Maps to the Stars
★★★
Now playing


Bruce Wagner is a screenwriter, producer and director whose specialty is highlighting Shadowland’s ugliest flaws and skewering its narcissistic stars. David Cronenberg is both revered and (by some) despised for illuminating human brutality and the body horrific on the big screen. Put them together and you get Maps to the Stars, a visceral satire of Hollywood that nestles down in a viper pit of fame, fortune, and self-righteous excess, more wasteland than red carpet.

As its title suggests, the film starts with a Hollywood outsider seeking her way in. Agatha Weiss (Mia Wasikowska) arrives in Los Angeles by Greyhound, a waifish, fire-scarred woman in a T-shirt emblazoned with “I Was a Bad Babysitter” (a portentous clue worth noting). When Agatha snags a ride with chauffeur and aspiring actor Jerome Fontana (Robert Pattinson), she claims to be in town to visit distant relatives. But first, she wants to do a little sightseeing and search for the homes of the stars.

It’s only when Jerome takes Agatha to the charred foundation of a famous Hollywood therapist’s house that we realize her connections to the city and its people are deeper than she has let on. Agatha confesses that she was the original bad babysitter, having worked for the family that used to live in the burned-down home.

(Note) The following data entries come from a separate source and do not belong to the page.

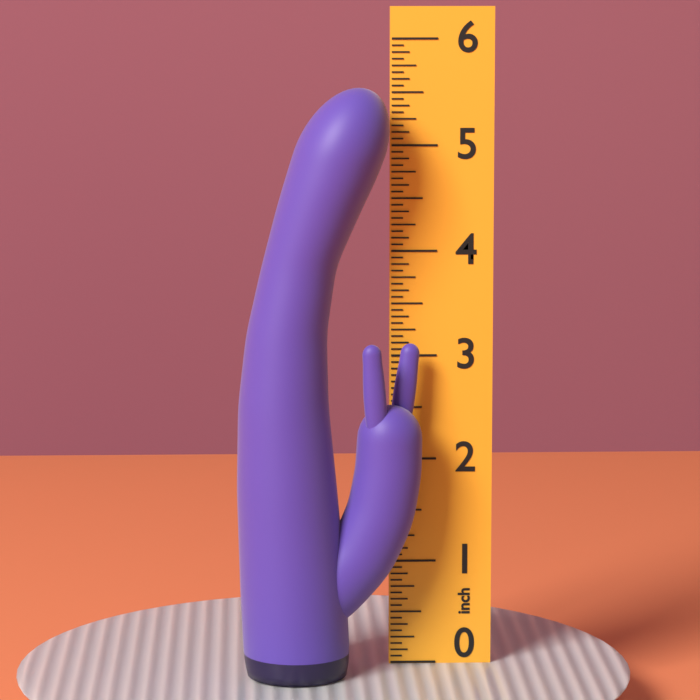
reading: 5.5625 inch
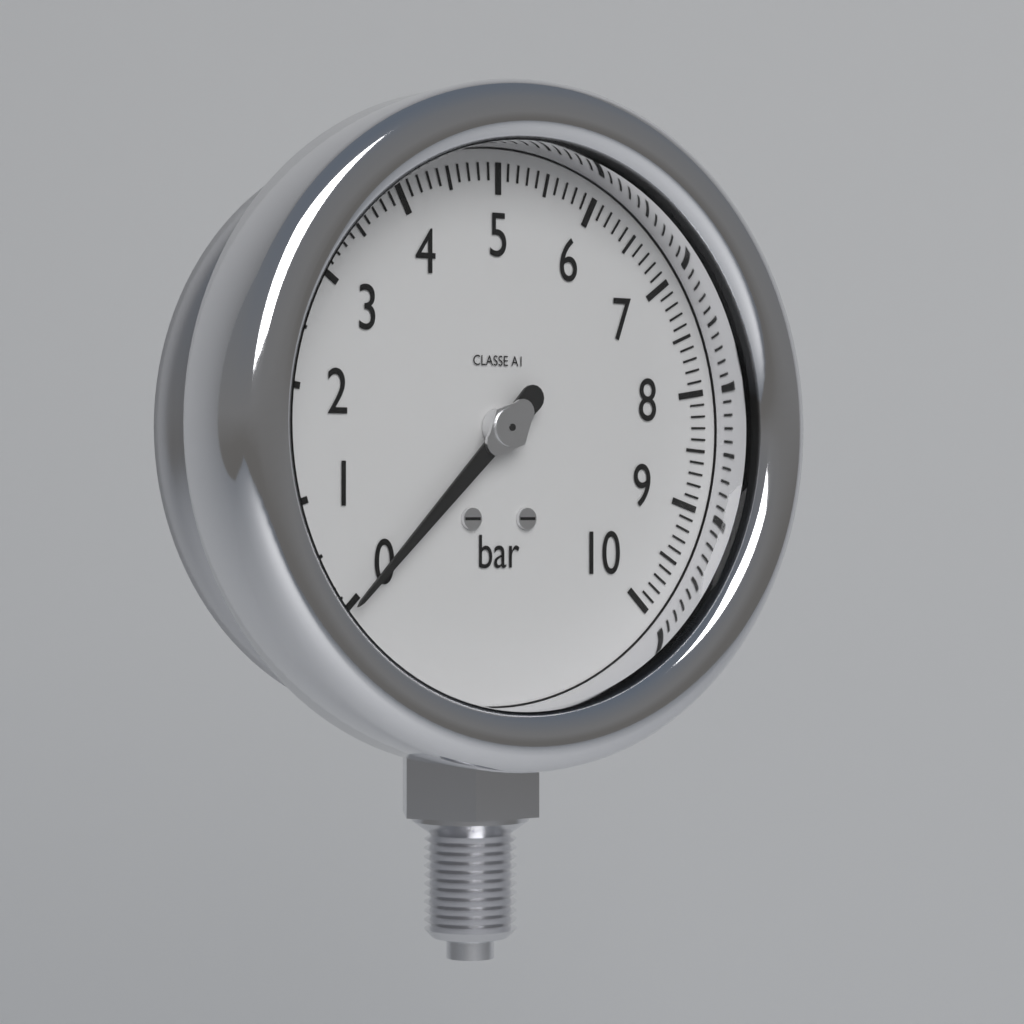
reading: 0.0 bar
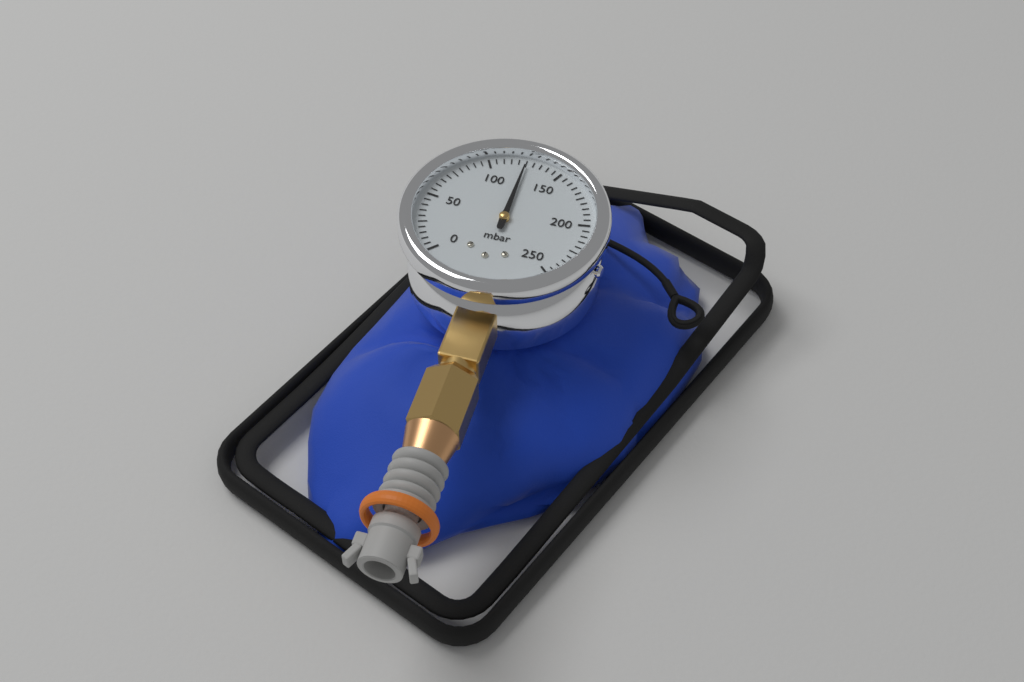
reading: 125 mbar
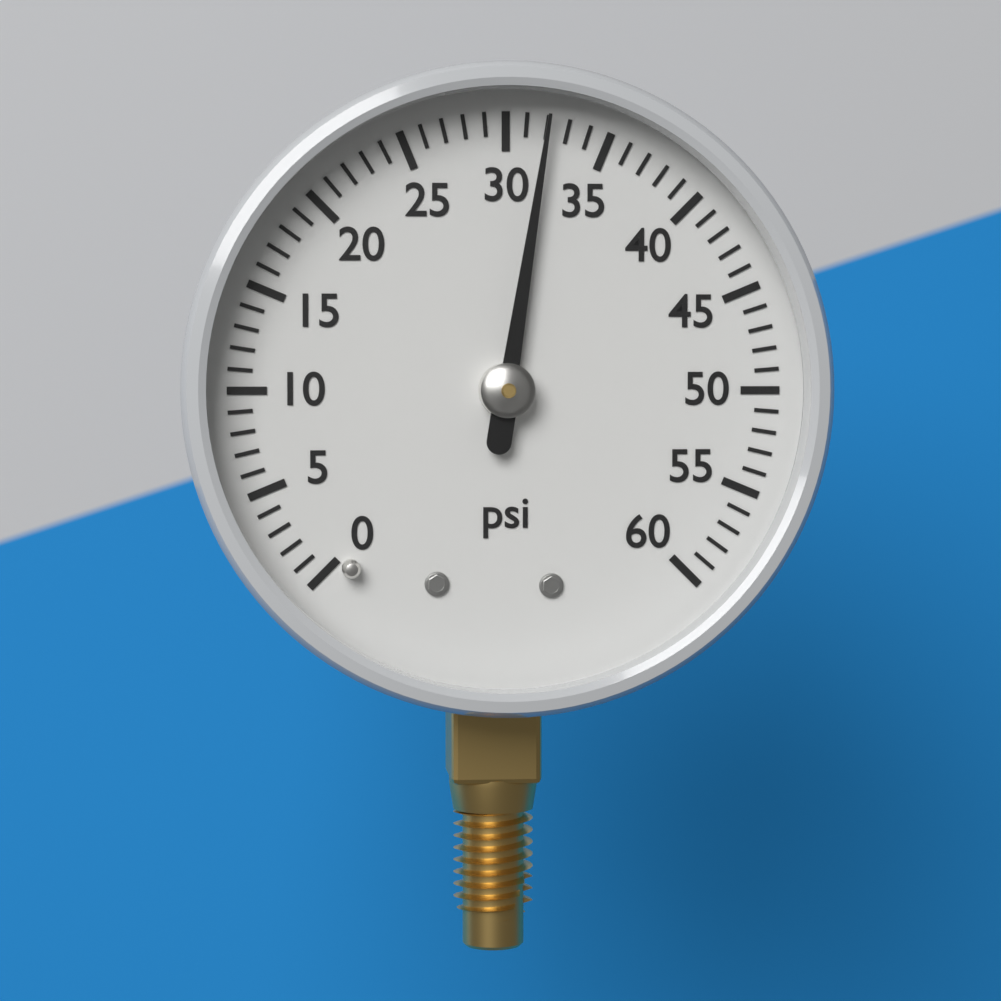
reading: 32 psi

Here is where the film takes off, introducing a nebulous web of characters from Agatha’s devilish past. There’s the aging, puffy-lipped, Lindsay Lohan-styled Havana Segrand (Julianne Moore), who takes on Agatha as her personal assistant. There’s also the Bieberesque teen-film idol Benji Weiss (Evan Bird), fresh out of rehab; Benji’s doting, enabling momager, Christina Weiss (Olivia Williams); and the mumbo-jumbo spewing therapist to the stars, Stafford Weiss, who is the patriarch.

None of these characters are particularly nice. One accidentally shoots a beloved pet as a result of being high and dumb; another rejoices in the drowning death of a competing actress’ small son. Still, despite their revolting, stomach-churning behavior, their stunts are the kind of train wreck you can’t help watching. It’s how they intersect and connect that occupies the majority of the film, weaving a tale that is part mythological, part supernatural (there are ghosts of dead mothers and children galore) and part surreal.

If it all sounds too much plot-wise, it probably is. This film is never easy, and it toes the line between hard-to-follow and too simplistic in its critique of fame and excess. The overriding message is one we’ve heard before: Hollywood is a sick place rife with incest, sexual abuse, drug-abusers, psychotics and megalomaniacs willing to rejoice in blood-spilling for their own advance.

It is not quite like anything Cronenberg has done before, but still fits sublimely within his canon. If you can stick with the melodrama riding underneath the sometimes vapid, sometimes nonsensical plot, it’s worth the final payoff, which closes a disturbing full circle. Others can find a silver lining in the first-rate performances of the cast (notably Wasikowska, Moore and Bird), who deliver knockout turns that create a sense of authenticity and sympathy for the characters, despite their deep psychosis and spoiled-brat behavior. For all its celebrity slams, Maps offers an ounce more compassion than other Cronenberg films. Still, the Canadian director may never eat lunch in Hollywood again—not that he ever wanted to in the first place.